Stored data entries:
-*-

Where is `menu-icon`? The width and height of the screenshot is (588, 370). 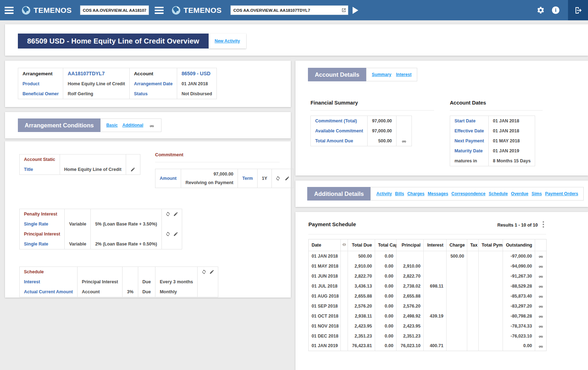
menu-icon is located at coordinates (9, 10).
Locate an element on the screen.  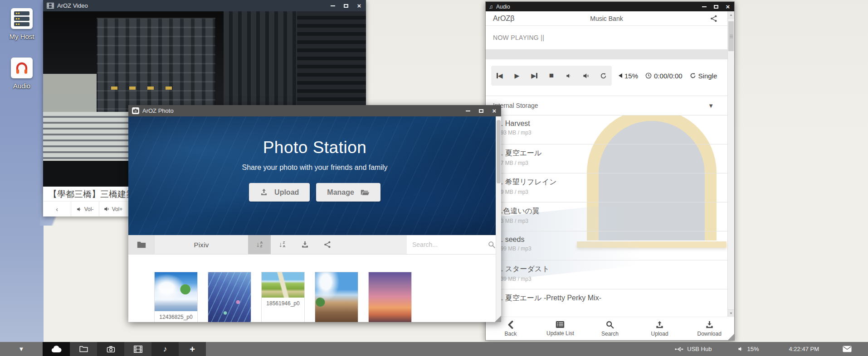
track-row: 01. Harvest 10.93 MB / mp3 is located at coordinates (607, 130).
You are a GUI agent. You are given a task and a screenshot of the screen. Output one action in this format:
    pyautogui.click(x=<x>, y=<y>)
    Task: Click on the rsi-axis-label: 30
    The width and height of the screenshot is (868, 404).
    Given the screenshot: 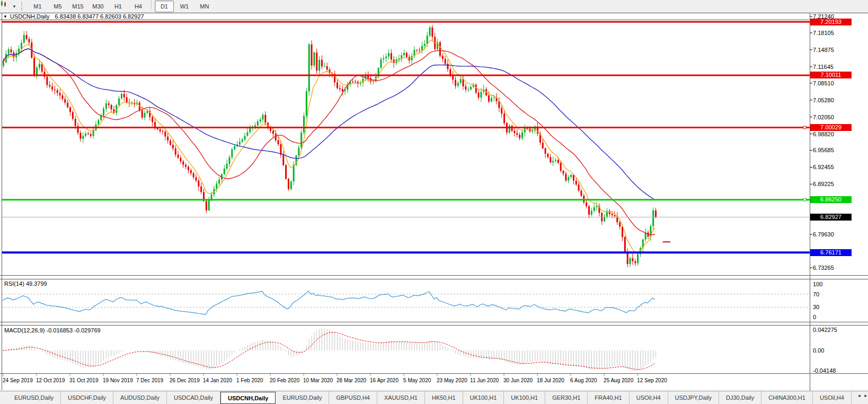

-*-

## WORK REQUEST:
Every record above should be transcribed exactly; the pictures stay out of the copy.

## SOLUTION FOR THIS PROBLEM:
Where is `menu-icon`? The width and height of the screenshot is (588, 370). 
menu-icon is located at coordinates (9, 10).
Locate an element on the screen.  
track-row: 01. Harvest 10.93 MB / mp3 is located at coordinates (607, 130).
You are a GUI agent. You are given a task and a screenshot of the screen. Output one action in this format:
    pyautogui.click(x=<x>, y=<y>)
    Task: Click on the rsi-axis-label: 30
    The width and height of the screenshot is (868, 404).
    Given the screenshot: 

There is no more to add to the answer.